(Input begins)
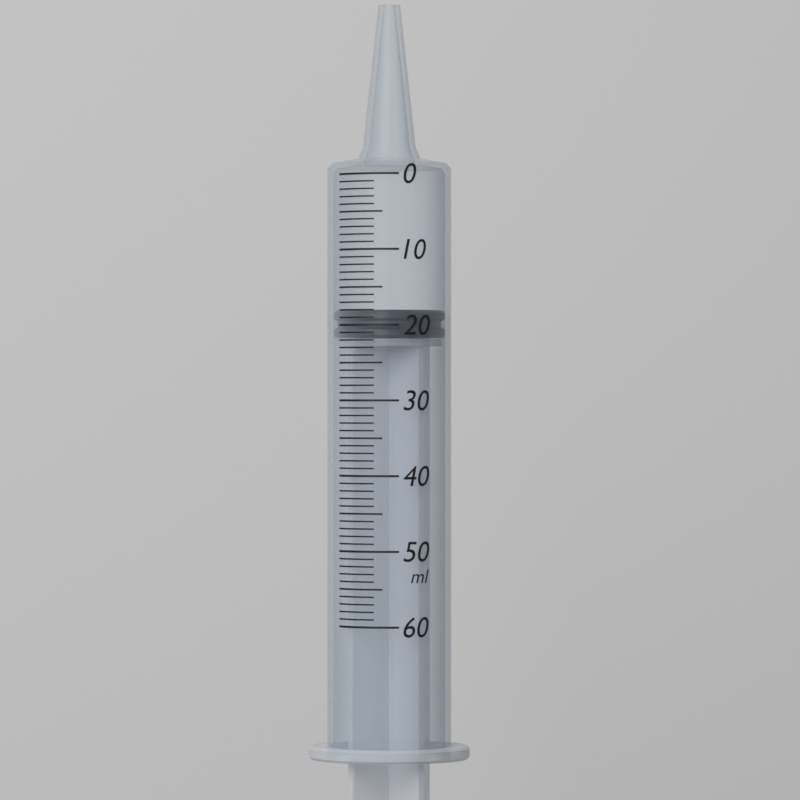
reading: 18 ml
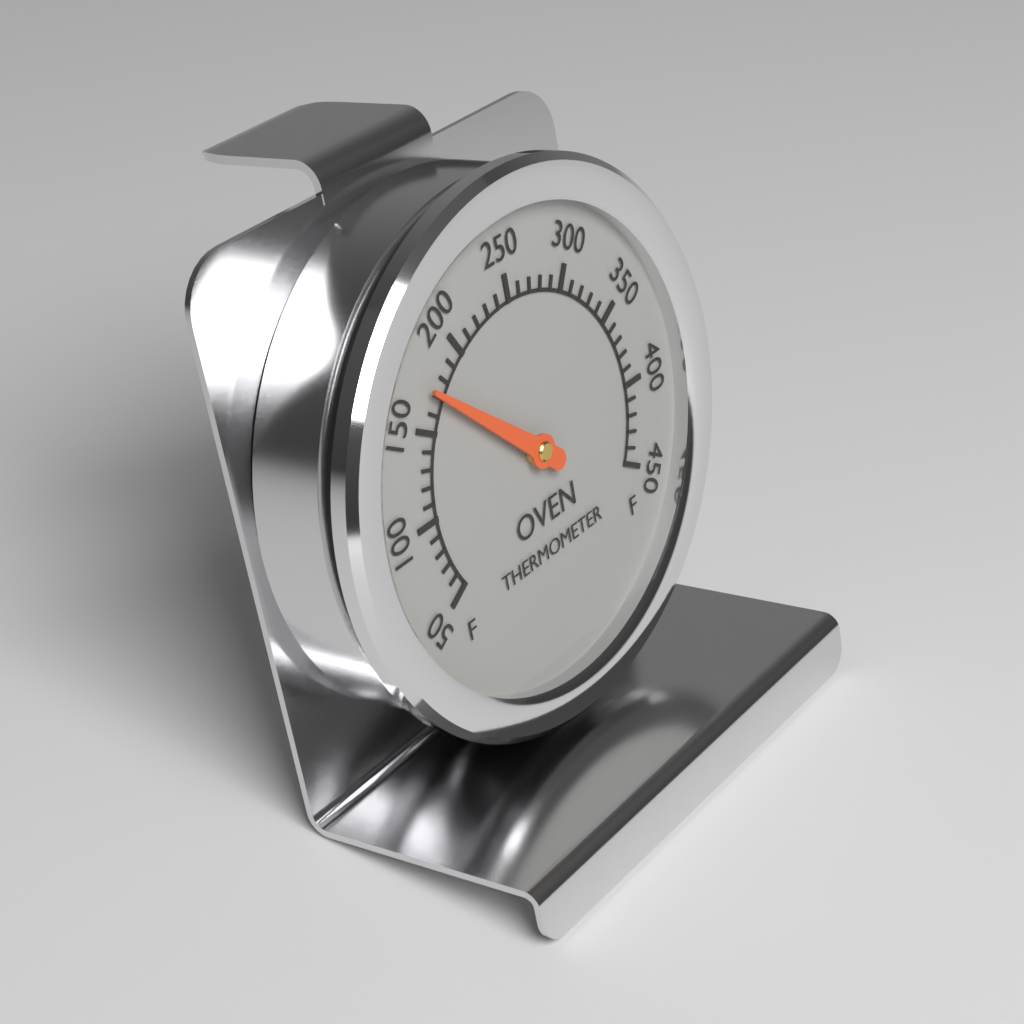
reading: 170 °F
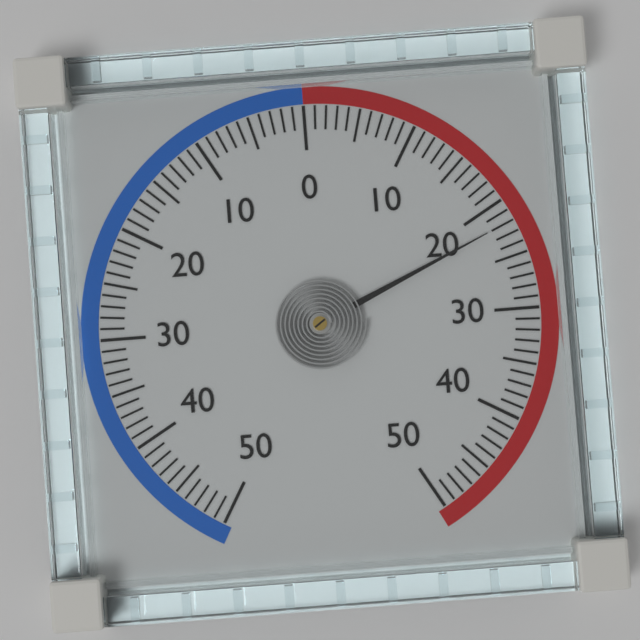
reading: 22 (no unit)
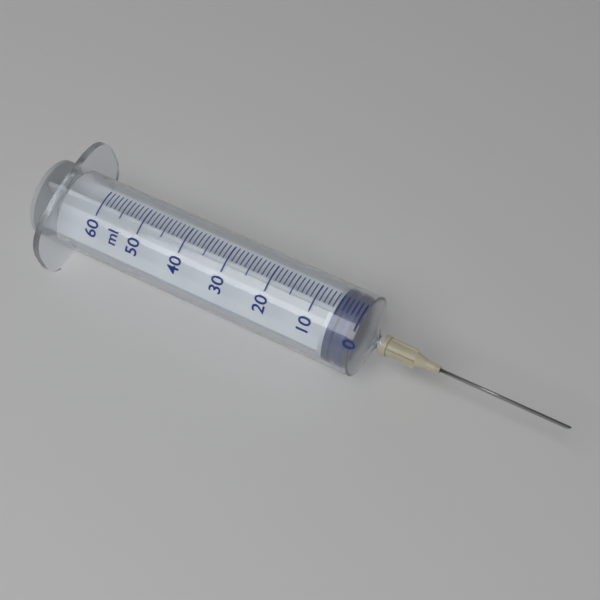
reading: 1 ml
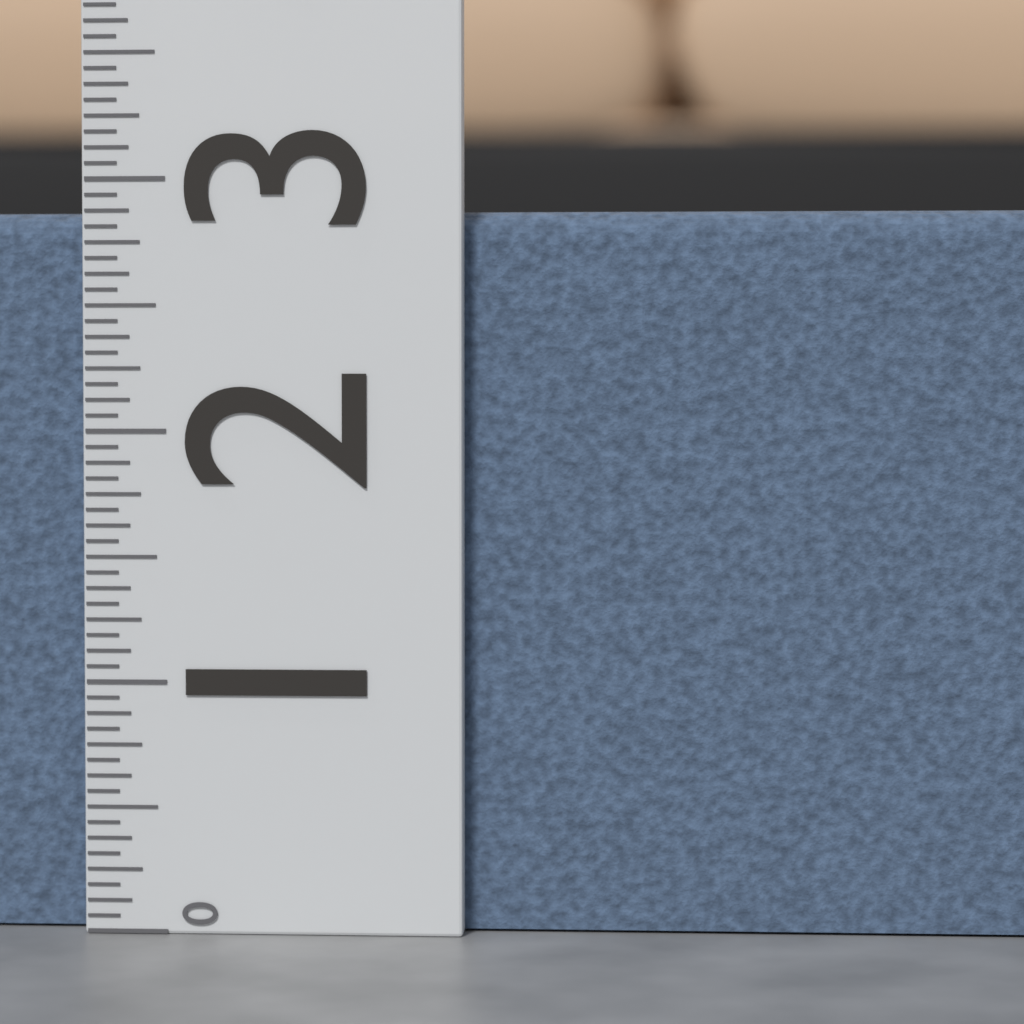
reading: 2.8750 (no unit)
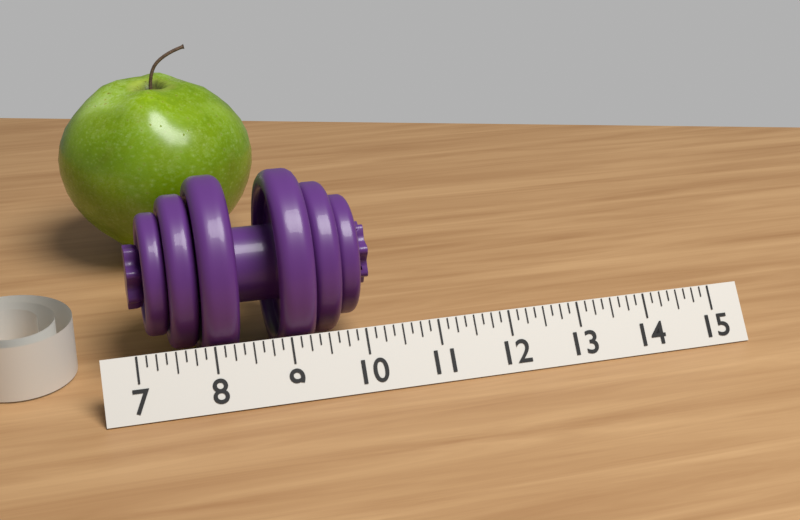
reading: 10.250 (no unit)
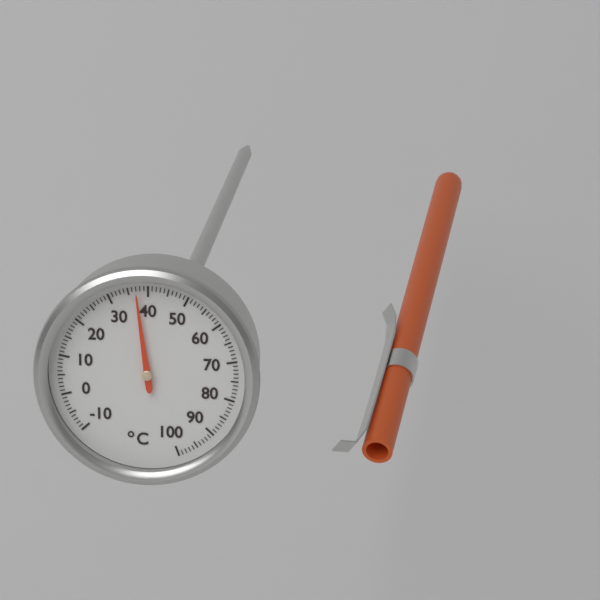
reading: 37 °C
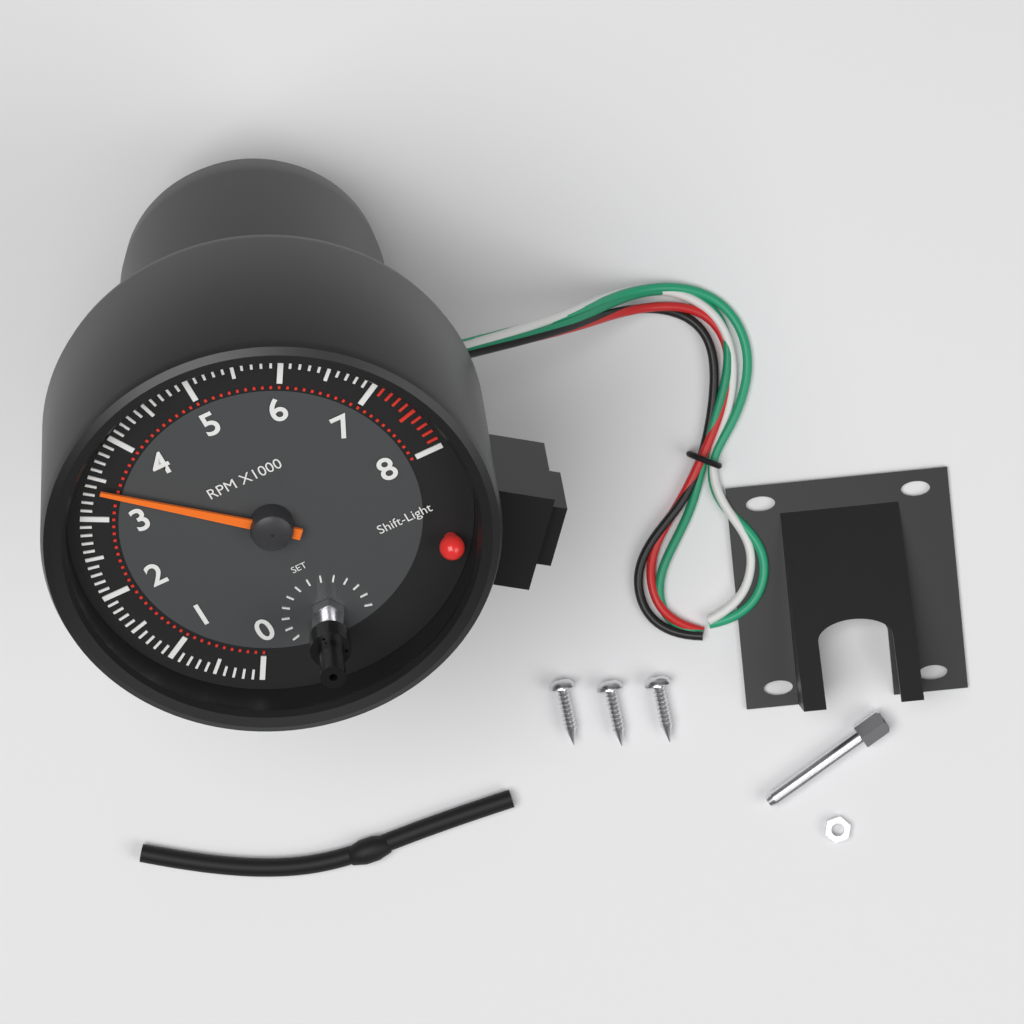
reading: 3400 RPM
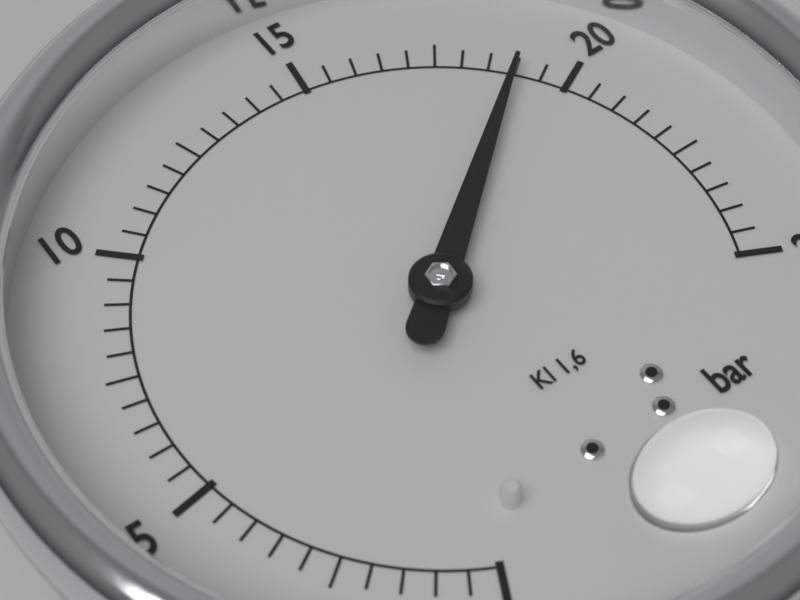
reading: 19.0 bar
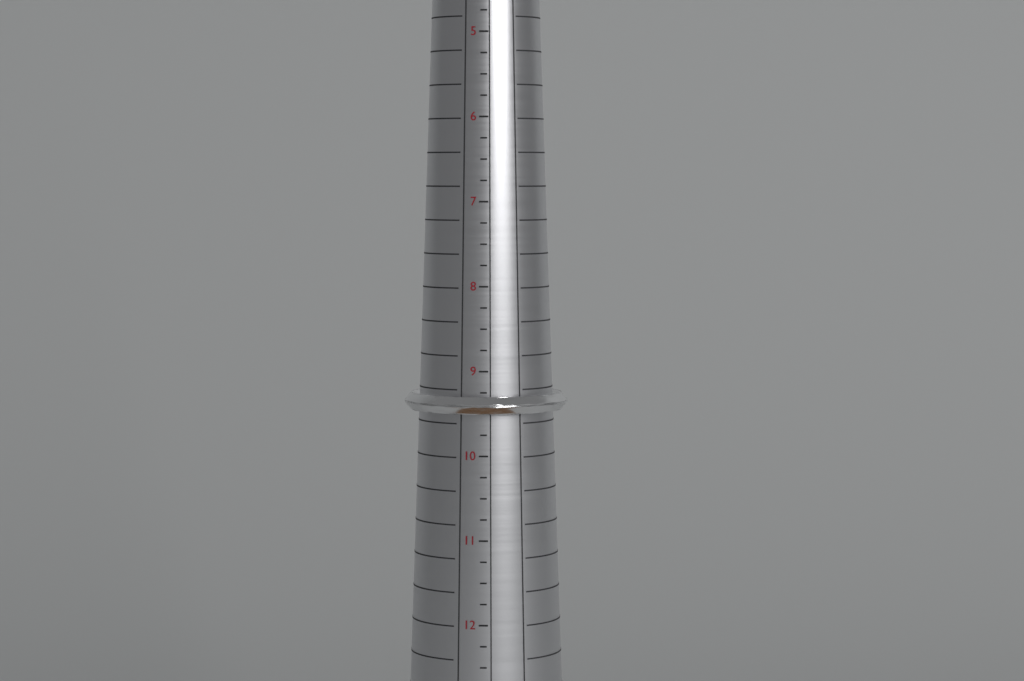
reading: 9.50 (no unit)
(Input ends)
Omitting all pictures, retype exactly the lines from the line containing "reading: 170 °F" down to the last line above, both ends included.

Response to the task:
reading: 170 °F
reading: 22 (no unit)
reading: 1 ml
reading: 2.8750 (no unit)
reading: 10.250 (no unit)
reading: 37 °C
reading: 3400 RPM
reading: 19.0 bar
reading: 9.50 (no unit)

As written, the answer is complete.